This article originally appeared in Kveller.
(JTA) — The Hebrew month of Elul — which leads up to Rosh Hashanah — is when I like to take stock of my previous year, and a part of me feels like I say the same thing every single time: Heck of a year. Another part of me wonders if this is the year I’m actually really right, though. Because this year seems like it was exceptionally challenging.
And I don’t just mean for me. I’m no climate scientist, but it seems like this year has had more catastrophic fires, storms and earthquakes than feels normal, but I could be wrong. I’m no political analyst, but it seems the right and the left, the Democrats and Republicans and everyone in between, is going crazy, with corruption rampant everywhere we look. And I’m no therapist, but the mental health of this nation and the world at large is approaching staggering statistics as diseases of despair and loneliness strike younger and younger and with more and more fatal consequences. It seems there is not a community that cultural turmoil regarding race, class and gender has not threatened this year.
But also, for me, it’s been a heck of a year. The details of my personal life will remain for the most part personal, but my decision to not cross the Writers Guild of America picket line, which continues to guide my career, has been subject to public scrutiny and it’s been a trying year emotionally.
Of course, there have been many bright spots this year, for our nation, our world, and for each of us individually. Here’s a highlight: My older son finally got his driver’s license (at almost 18 — slow and steady wins the race!), which means I can send him to the market for yeast when my first attempt at challah fails. Also big news from this summer: Both of my sons had a beautiful Jewish summer camp experience — and are now taller than me!
But I know I am not alone in hoping for a less challenging year to come. As Rosh Hashanah approaches, I’m taking a closer look at what I want to shift as we enter 5784. Here’s what’s in store for me as the New Year is upon us, given the year we’ve all had and the year that stands waiting to be tackled. Maybe you’ll want to try out some of these changes, too.
Unplug. This is partly what led me to a two-week complete digital/phone/social media/social interaction detox just before Elul began. I detailed my main revelations on my YouTube channel, but the lessons I learned from that voluntary isolation have stayed with me and feel like my guiding principles not only for a detox, but for an entire perspective shift I think many of us are in need of.
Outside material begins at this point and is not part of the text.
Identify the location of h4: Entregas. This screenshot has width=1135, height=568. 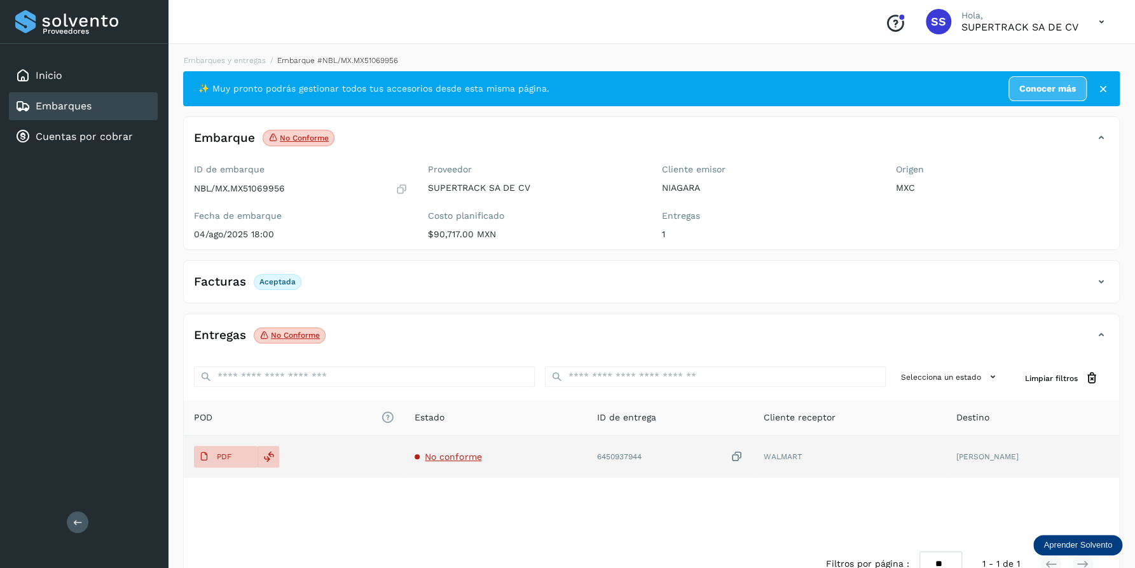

I gained an understanding of myself that includes the fact that not everyone can manage the amount of information that comes at us from the current media world at the pace that we have been told is “normal.” I regained the gift of unstructured time, which led to a lot of creativity and the rediscovery of literature, poetry and intellectual stimulation that is not attached to a screen.
Unplugging is a Jewish notion in that Shabbat gives us that opportunity weekly, and I more and more seek to embrace the spirit of Shabbat: to focus at least one day a week to being a human being, and not a human doing. Unplugging is more critical than ever as we (and our children) increasingly spend hours of their lives plugged in. It’s a boundary I plan to hold them and myself to in 5784.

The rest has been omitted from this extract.